When managed in this way, imported species become allies rather than invaders. The trees restore shade and nitrogen, the native legumes stabilise soil and feed microbes, and the improved grasses supply feed without exhausting the land. Together they form a self-regulating ecosystem that unites productivity with long-term regeneration, rebuilding West Africa’s rangelands from the roots upward.

A Shared Heritage of Regeneration

The values guiding ReEquipGlobal and Origins Global Meats are rooted in memory. Both Eben and Kristi carry forward the lessons of their families: that farming is not merely production but stewardship.

Tony and Liz’s rediscovery in Niger is a modern expression of an old truth their own ancestors lived by, namely that the earth heals when it is trusted to do what it was created to do.
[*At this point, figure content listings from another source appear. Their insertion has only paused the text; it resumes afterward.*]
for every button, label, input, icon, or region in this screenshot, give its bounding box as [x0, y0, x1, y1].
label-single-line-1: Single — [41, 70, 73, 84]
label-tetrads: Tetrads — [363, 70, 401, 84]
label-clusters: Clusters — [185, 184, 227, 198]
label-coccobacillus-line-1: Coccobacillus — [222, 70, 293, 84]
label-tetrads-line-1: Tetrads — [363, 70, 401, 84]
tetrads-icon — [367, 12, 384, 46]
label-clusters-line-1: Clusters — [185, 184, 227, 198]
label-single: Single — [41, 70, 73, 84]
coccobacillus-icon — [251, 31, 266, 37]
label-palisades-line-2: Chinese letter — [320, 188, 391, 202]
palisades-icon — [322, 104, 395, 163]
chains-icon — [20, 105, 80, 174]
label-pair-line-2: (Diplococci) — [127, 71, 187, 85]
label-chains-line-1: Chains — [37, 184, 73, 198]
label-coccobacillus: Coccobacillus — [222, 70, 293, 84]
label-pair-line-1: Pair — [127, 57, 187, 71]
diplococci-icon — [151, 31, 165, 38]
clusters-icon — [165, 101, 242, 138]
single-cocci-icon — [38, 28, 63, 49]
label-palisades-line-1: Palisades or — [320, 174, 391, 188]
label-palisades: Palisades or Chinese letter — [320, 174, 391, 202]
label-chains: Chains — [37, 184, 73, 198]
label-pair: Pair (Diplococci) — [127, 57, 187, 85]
Their story affirms the direction of our own work: to build systems that regenerate instead of exploit, to restore dignity to the farmer, and to let the land breathe again.

Conclusion

Through ReEquipGlobal and Origins Global Meats, we express this shared philosophy in practice. Our work unites science, engineering, and traditional understanding to design systems that regenerate soil, livestock, and livelihoods.

Regeneration, for us, is not invention but remembrance. It is the continuation of what our parents and grandparents began and the realisation that the solutions we seek are already within the land itself.

It is an honour to carry their legacy forward! To live with the land, not against it.



References

National Geographic (2018). How farmers in Earth’s least developed country grew 200 million trees. Retrieved from https://www.nationalgeographic.com/environment/article/how-farmers-in-earths-least-developed-country-grew-200-million-trees

ISCAST Interview (2023). Tony Rinaudo: The Missionary Forest Maker. Retrieved from https://iscast.org/interview/tony-rinaudo-the-missionary-forest-maker/

World Vision Australia (2022). Farmer Managed Natural Regeneration (FMNR). Retrieved from https://www.worldvision.com.au/global-issues/work-we-do/fmnr/

van Tonder, E., & van Tonder, K. (2025). Evaluating the Grass Revolution: Sabiá Hybrid Brachiaria and Its Potential for Nigeria’s Livestock Sector. Earthworm Express.